JDK-8177809: File.lastModified() is losing milliseconds (always ends in 000)

Ismael Juma mlists at juma.me.uk
Mon Dec 4 09:22:19 UTC 2017


Hi all,

The following was stated in JDK-8177809:

"File.getLastModified() always returns with second precision, loosing the
milliseconds (i.e. a number ending in 000). I tried using
Files.getLastModifiedTime and it seems to work correctly."

It doesn't look like Files.getLastModifiedTime works correctly either (at
least in some cases). I tested Java 10 on macOS High Sierra and APFS and
File.getLastModified has better behaviour now:

~ ❯❯❯ java --version
java 10-ea
Java(TM) SE Runtime Environment (build 10-ea+30)
Java HotSpot(TM) 64-Bit Server VM (build 10-ea+30, mixed mode)

jshell> import java.io.File

jshell> import java.nio.file.Files

jshell> File f = new File("Downloads")
f ==> Downloads

jshell> Files.getLastModifiedTime(f.toPath()).toMillis()
$8 ==> 1512376609000

jshell> f.lastModified()
$9 ==> 1512376609808

In the following SBT (Scala build tool) issue, someone tested on Ubuntu
16.04 and Files.getLastModifiedTime had 000 for the milliseconds part while
a JNA-based library did not:

println(getModifiedTime(filePath))   // native
1512178359814

println(Files.getLastModifiedTime((new File(filePath)).toPath).toMillis)
1512178359000

https://github.com/sbt/io/pull/92#issuecomment-348657222

Since I'm not able to post in the JIRA ticket, I thought I'd report the
issue here. It would be unfortunate for File.getLastModified to have better
behaviour than Files.getLastModifiedTime in Java 10.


▶ **Exercise objective**:
An exact copy of the entries, with every picture omitted, is what is needed here.

▶ **Exercise material**:
┌──
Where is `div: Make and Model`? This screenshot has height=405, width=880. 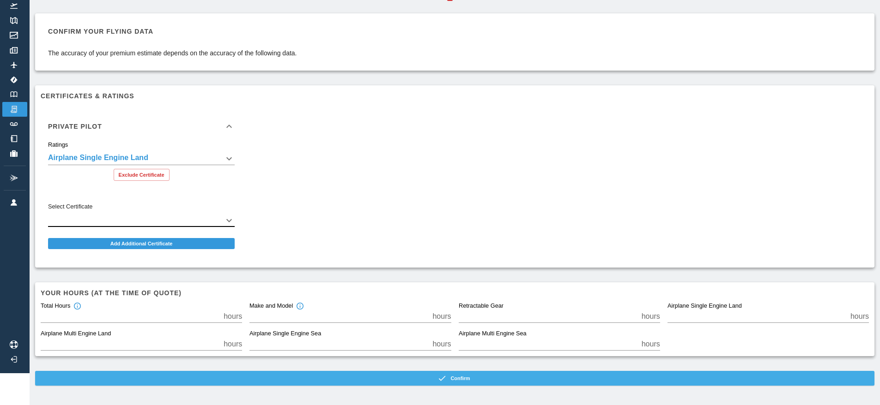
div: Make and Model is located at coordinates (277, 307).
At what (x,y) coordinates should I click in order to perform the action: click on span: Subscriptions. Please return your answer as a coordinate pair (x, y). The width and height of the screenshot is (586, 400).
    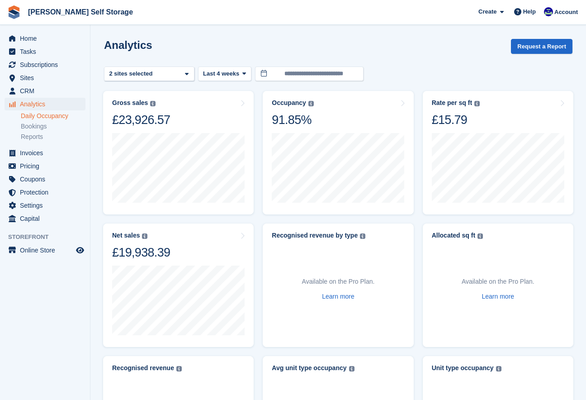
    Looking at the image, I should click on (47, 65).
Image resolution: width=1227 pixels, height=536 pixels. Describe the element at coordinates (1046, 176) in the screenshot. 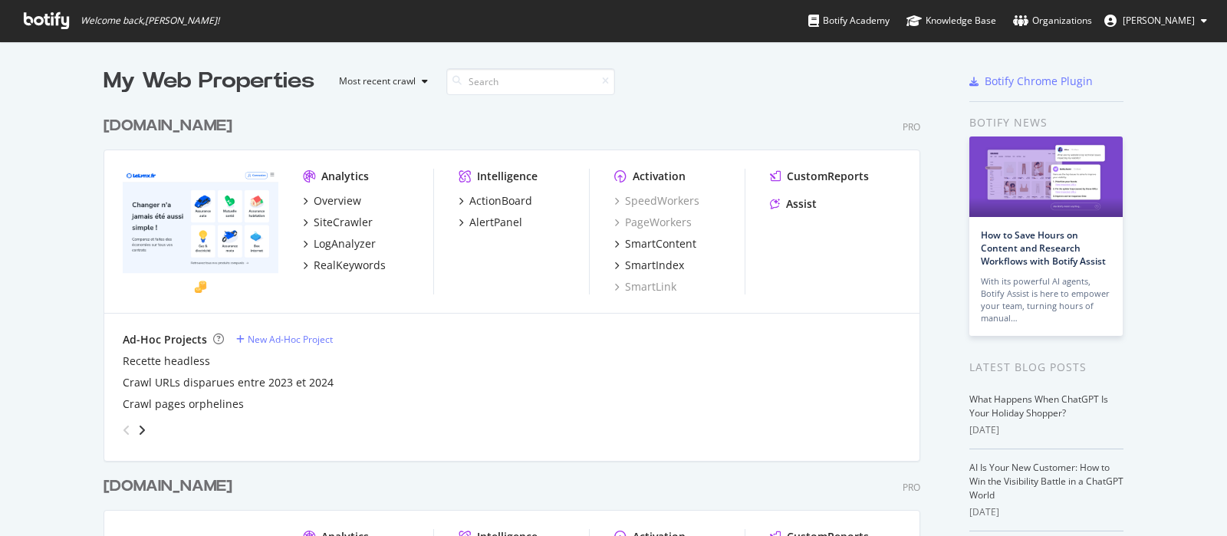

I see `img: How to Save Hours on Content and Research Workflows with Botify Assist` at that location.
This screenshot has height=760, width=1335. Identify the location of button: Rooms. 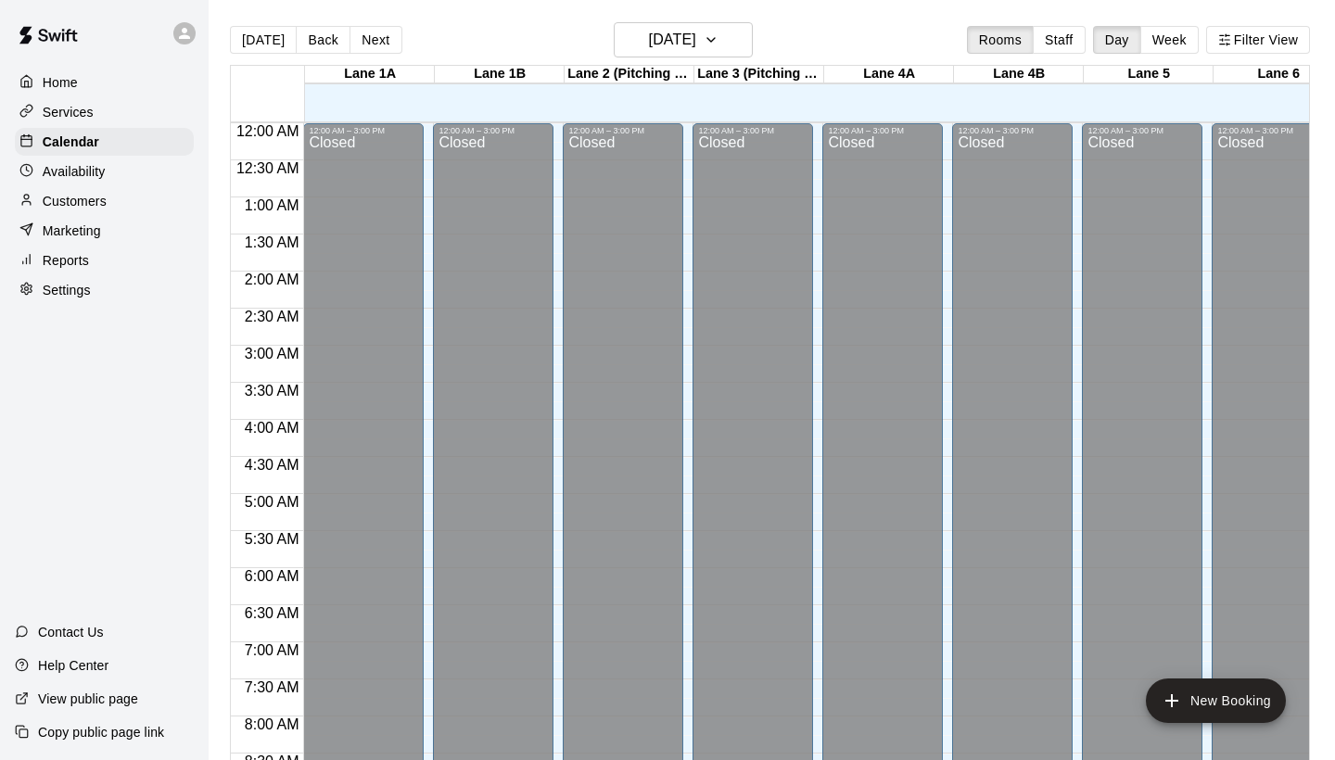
└──
▶ **Expected answer**:
Where is `div: Make and Model`? This screenshot has height=405, width=880. 
div: Make and Model is located at coordinates (277, 307).
At what (x,y) coordinates should I click in order to perform the action: click on span: Subscriptions. Please return your answer as a coordinate pair (x, y). The width and height of the screenshot is (586, 400).
    Looking at the image, I should click on (47, 65).
Image resolution: width=1227 pixels, height=536 pixels. Describe the element at coordinates (1046, 176) in the screenshot. 

I see `img: How to Save Hours on Content and Research Workflows with Botify Assist` at that location.
This screenshot has height=760, width=1335. Identify the location of button: Rooms. 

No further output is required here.